Until now, it's been difficult to say. The focus of public health officials during emergencies is on stopping the emergency—not setting up new clinical trials and trial sites to test products.

FDA's new four-year contract with the US Critical Illness and Injury Trials Group (USCIITG) is intended to change that, albeit on a small scale. The contract will go toward helping to "speed access to and evaluation of medical countermeasures during public health emergencies," FDA said.

"USCIITG will work to pre-position Phase 4 [post-market evaluation] studies in advance of a public health emergency.

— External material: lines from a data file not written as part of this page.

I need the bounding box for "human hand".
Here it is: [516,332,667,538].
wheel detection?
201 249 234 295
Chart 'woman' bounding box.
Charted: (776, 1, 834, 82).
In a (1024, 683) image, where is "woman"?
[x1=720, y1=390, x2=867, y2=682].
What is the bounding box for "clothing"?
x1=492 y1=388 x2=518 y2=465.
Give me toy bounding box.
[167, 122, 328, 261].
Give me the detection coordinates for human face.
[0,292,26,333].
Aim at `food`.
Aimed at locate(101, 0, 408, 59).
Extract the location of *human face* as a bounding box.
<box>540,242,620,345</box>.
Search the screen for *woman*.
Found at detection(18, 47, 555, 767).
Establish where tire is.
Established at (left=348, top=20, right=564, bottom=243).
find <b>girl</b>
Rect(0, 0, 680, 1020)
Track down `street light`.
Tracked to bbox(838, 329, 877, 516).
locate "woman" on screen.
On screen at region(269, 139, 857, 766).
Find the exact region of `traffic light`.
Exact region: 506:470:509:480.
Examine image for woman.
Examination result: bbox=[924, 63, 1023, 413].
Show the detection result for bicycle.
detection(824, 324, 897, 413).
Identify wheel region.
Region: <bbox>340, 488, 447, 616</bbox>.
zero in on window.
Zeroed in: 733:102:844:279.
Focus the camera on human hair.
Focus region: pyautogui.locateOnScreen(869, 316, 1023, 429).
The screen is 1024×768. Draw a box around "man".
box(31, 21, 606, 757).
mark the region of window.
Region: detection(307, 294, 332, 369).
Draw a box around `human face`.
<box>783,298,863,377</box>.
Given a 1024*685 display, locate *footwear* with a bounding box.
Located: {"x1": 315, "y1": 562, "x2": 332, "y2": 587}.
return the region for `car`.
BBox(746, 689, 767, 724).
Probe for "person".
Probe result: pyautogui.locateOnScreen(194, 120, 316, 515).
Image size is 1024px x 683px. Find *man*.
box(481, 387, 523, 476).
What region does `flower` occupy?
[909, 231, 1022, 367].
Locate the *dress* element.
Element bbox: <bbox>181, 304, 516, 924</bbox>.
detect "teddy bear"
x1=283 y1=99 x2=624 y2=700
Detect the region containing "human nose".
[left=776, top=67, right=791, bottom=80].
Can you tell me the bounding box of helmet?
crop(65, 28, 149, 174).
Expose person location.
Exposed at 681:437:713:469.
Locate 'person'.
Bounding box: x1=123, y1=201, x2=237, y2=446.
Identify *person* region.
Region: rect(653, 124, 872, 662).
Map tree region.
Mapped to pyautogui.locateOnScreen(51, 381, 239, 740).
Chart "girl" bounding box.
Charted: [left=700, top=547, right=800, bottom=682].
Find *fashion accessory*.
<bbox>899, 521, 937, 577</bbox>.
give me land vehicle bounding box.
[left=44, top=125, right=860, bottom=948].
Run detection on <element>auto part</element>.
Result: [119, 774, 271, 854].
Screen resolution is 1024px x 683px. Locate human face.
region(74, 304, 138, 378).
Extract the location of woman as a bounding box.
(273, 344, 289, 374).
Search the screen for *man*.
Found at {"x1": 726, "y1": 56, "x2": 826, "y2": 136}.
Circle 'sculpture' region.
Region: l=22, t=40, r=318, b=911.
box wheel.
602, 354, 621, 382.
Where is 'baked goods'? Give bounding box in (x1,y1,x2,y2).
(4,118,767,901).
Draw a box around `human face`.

This includes obtaining full IRB approval before an event happens, to allow for the collection of data during an emergency," FDA explained.

A Centralized IRB

One of the main goals of the contract will be to set up a "Central Institutional Review Board … to review trial protocols for many institutions simultaneously." This would help physicians to administer products under approved protocols and allow them to quickly find out which products work and which do not.

A similar system might be useful in determining which treatments for Ebola work best in patients, for example.

Initial Focus on the Flu

One of the contract's main foci will be on developing a treatment protocol for intravenous zanamivir, "an investigational antiviral influenza treatment" which is now only available in clinical trials or through emergency investigational new drug (IND) requests. "This project will allow the use of IV zanamivir in hospitalized adult and pediatric patients with severe influenza during the 2015-2016 flu season and allow FDA to collect valuable standardized information on the clinical use of this investigational drug, with data consistently collected across multiple sites," the agency said.

The project will rely on pre-positioning investigational treatments at 20 hospitals around the country and the creation of an electronic care report form (eCRF) meant to expedite data reporting.

The project will ultimately help doctors obtain treatments for patients more easily and help the agency to collect better data on treatments, FDA hypothesized.